Opitz was first described in 1965 by Dr. John Opitz, currently a professor of reproductive genetics at the University of Utah. The disorder is created by mutations on at least two chromosomes, “No. 22” and “X.” Characteristics include a list of words intimidating to parents: hypertelorism (wide-spaced eyes), hypotonia (weak muscle tone), laryngotracheal esophageal cleft (cleft palate). Many children don’t develop normally, some have mental disabilities, some die.
Tyler-Ray’s cleft palate and weak muscle tone made swallowing and talking almost impossible. “He would scoot across the floor to want he wanted and grunt or gesture,” Denese says. But Tyler-Ray is the epitome of perseverance. “He’s always been very strong-willed, very determined,” his mom says.
Surgery created a false palate, and his muscle tone improved. And, Denese says, “Intellectually, he’s extremely blessed. The good lord replaces what he takes.” And augmentative communication provided an alternative.
Some children, those with severe cerebral palsy, for instance, need permanent assistance with message boards that communicate with symbols or pictures, relaying messages from “I want to eat” to the “I want Cheerios.” Others, like Tyler-Ray, use a device as a bridge to cross from non-verbal into verbal.
Tyler-Ray uses a DynaMyte computer, a hand-held device the size of a lunch box that has about 15 pages of information with about 20 different keys per page.

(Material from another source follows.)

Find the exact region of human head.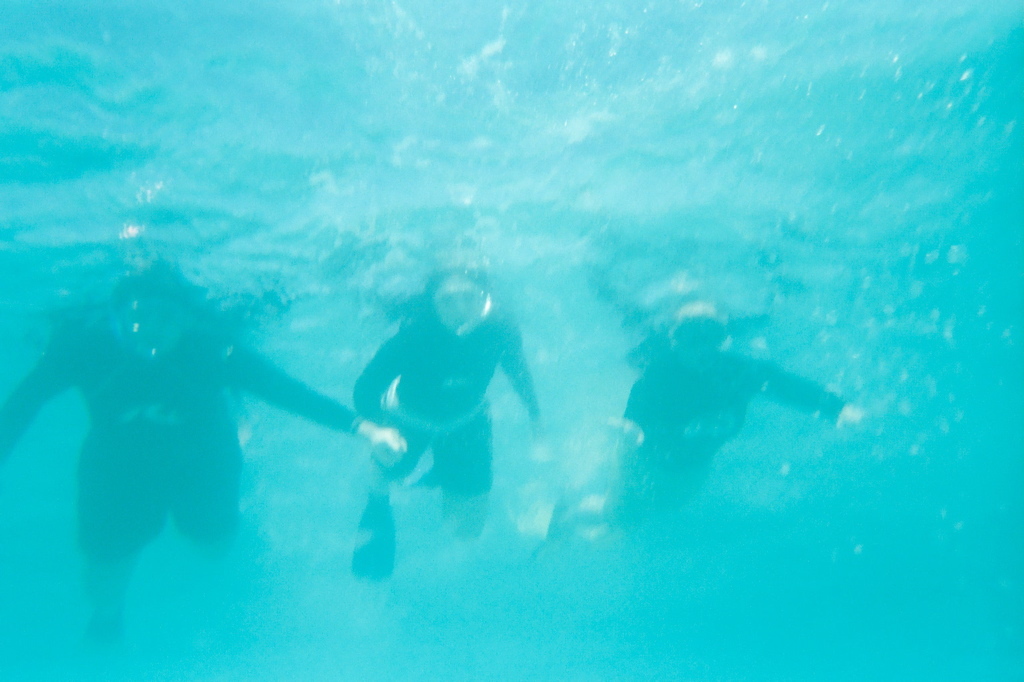
Exact region: BBox(107, 262, 198, 358).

When he can’t clearly say what he wants to, he presses a key and the device “talks” for him by delivering one word at a time, phrases or sentences—one says his name and birthdate, another his address, another lists his friends.
The goal is not dependence. “It’s a tool for him to use when his communication breaks down,” Galbreth says. And it also teaches him proper sentence structure and vocabulary. Tyler-Ray repeats the DynaMyte’s message, a habit he’s developed himself, so correct speech is reinforced.
Like Ben, Tyler-Ray’s frustration at not being able to be understood diminished, and his behavior improved. He became more outgoing, more social. “He’s able to be Tyler-Ray,” Denese says. She credits Galbreth and the other therapists, their expertise and their commitment, with providing opportunities for Tyler-Ray.
“If he lives to be 50 years old, I’m not going to give up hope that he’s going to be carrying on a conversation with someone,” Burnette says.
Debbie Derryberry has similar aspirations for her son. “Vanderbilt has meant hope,” she says. “They’ve given me a lot of confidence that Ben will be a productive citizen someday.”
During his one-hour session with Pramuk, Ben occasionally glances toward the one-way window, never focusing for very long. When his therapy is over, he runs from the room, around the corner to where his mom has been watching. He pulls open the door, runs in and throws himself into her arms. Already, he’s had a productive day.